On the day following my nocturnal adventure, he dropped in to see me. As usual, he began to praise Martin to the skies. The unpleasant experience through which I had passed, coupled with the hearty detestation I entertained for my former roommate, made any allusion to the man almost unendurable. It was all I could do to keep a civil tongue in my cheek while the young fool raved.
"You seem to have Martin on the brain," I said when I could get a, word in edgewise. "A man can't be called a genius just because he has written one fairly decent magazine story."
"Fairly decent!" Farrington cried, his large eyes flashing dangerously. "Why, it's a masterpiece, Smithers! It stands alone in literature! It is a picture painted with words, remorseless, vivid"

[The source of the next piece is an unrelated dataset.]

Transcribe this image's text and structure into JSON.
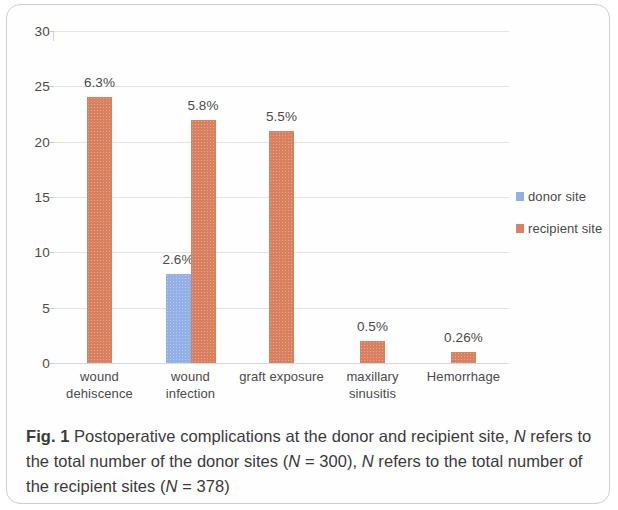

"And extremely morbid," I broke in. "That's probably the reason he's never been able to land any of his other work. The magazine editors know that the public doesn't want to be fed up on horrors. Martin's writings, like his paintings, aren't healthy. They shouldn't be printed."
Farrington glared at me for a moment in speechless anger. In the same breath, I had committed two unpardonable offenses—I had criticized Martin's work unfavorably, and I had spoken well of magazine editors. He could not have been more thoroughly aroused if I had slapped him in the face.
"I didn't expect to hear anything like this from you" he said at length in a voice which he attempted to make calm. "You had the rare privilege of living with him in Paris, and yet you seem to have absorbed nothing of his Spartan philosophy. Wasn't it Oscar Wilde who said: 'There is no such thing as a moral or an immoral book. Books are well written or badly written. That is all.'"
"If I were an editor, I wouldn't publish any of his stories," I said stubbornly. "I'll make you a little bet right here and
now—I bet you'll never see any more of his work in print."
"I'll take that," Farrington said, rising. "You're forgetting, Smithers, that there's another road to the public besides the magazine route. Martin's next thing may be a novel or a book of short stories."
"Perhaps," I answered, "but I'll not retract. On the contrary, I'll make another bet with you. I'll bet you that if he does publish anything, someday you'll wish that you hadn't wasted your time reading it."
"What do you want to bet?"
"I'll lay a hundred on both."
"All right; I'll take both," he said with a contemptuous laugh. "Martin couldn't write anything that wasn't worth reading. Good night, Smithers."
"You're young yet," I called after him. "Someday you may outgrow this silly hero-worship."
"I might live to be a thousand," he said over his shoulder, "but I'll never regret reading Martin."